In many ways justice is a very dangerous term as it suggests that a moral high ground may be accomplished by certain actions. Morals are indeed important but they should not lead professional doctors around by the nose. Ethics are more important as they relieve both the doctor and patient of any individual responsibility or emotional attachment to the exchange. Since medicine has become highly regulated and associated with public policy, the idea of justice has become distorted and problematic for many within the medical industry.

You’re 83% through this paper. Sign up to read the full paper.

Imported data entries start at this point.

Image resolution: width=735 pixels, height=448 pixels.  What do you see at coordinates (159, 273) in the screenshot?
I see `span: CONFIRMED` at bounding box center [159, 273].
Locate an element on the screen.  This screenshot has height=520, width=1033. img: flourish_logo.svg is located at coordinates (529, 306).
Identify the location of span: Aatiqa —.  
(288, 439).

Sign Up Now — Instant Access Already a member? Log in
130,000+ paper examples AI writing assistant Citation generator Cancel anytime
References
6 sources cited in this paper
  • Drug War? American Troops are Protecting Afghan Opium. (2014) Global Research. Retrieved from:http://www.globalresearch.ca/drug-war-american-troops-are-protecting-afghan- opium-u-s-occupation-leads-to-all-time-high-heroin-production/5358053
  • The Most Addictive Drugs. (2014). Rehabs. Retrieved from: http://luxury.rehabs.com/drug-addiction/most-addictive/
  • National Drug Policy. (2001). Canadian Parliament. Retrieved from: http://www.parl.gc.ca/content/sen/committee/371/ille/library/dolin1-e.htm#3.

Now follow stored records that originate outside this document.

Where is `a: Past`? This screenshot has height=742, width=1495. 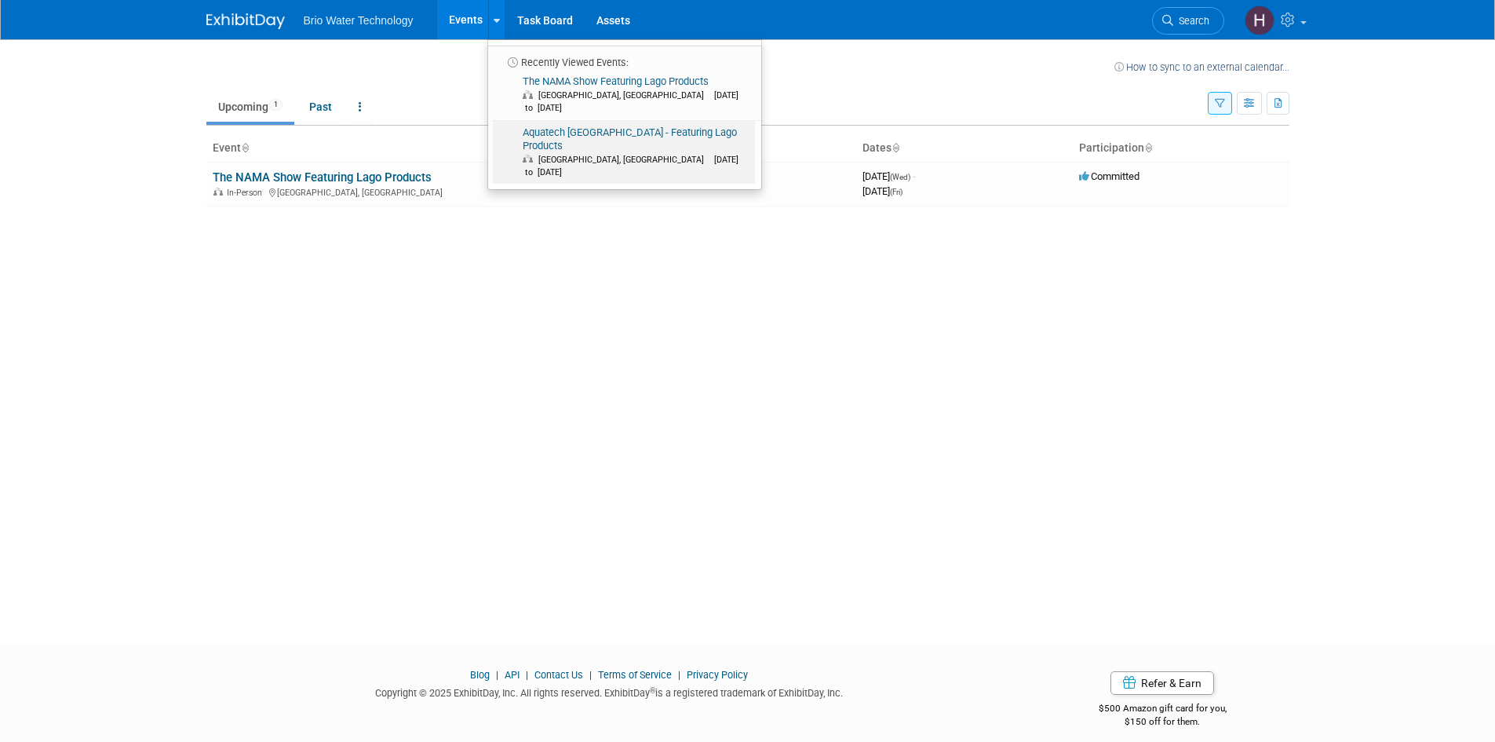
a: Past is located at coordinates (320, 107).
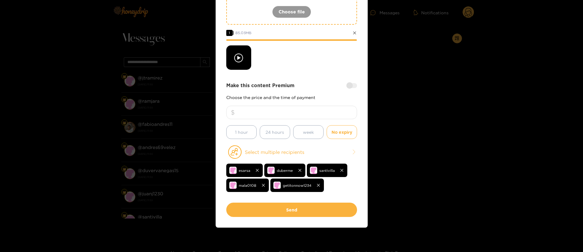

  • Ackerman, S. (2014). Afghan Opium Production Explodes. The Guardian. Retrieved from: http://www.theguardian.com/world/2014/apr/30/afghan-opium-production-explodes- billions-spent-us-report
  • Khan, A. (2012). Why Eradication Won’t Solve the Problem? PBS. Retrieved from: http://www.pbs.org/wgbh/pages/frontline/afghanistan-pakistan/opium-brides/why-eradication-wont-solve-afghanistans-poppy-problem/
  • Martin, A. (2014). How Opium is Keeping the US in Afghanistan? Media Roots. Retrieved from: http://www.mediaroots.org/opium-what-afghanistan-is-really-about/
Cite This Paper
PaperDue. (2014). Health Care ethics. PaperDue. https://www.paperdue.com/essay/health-care-ethics-191293

Always verify citation format against your institution’s current style guide requirements.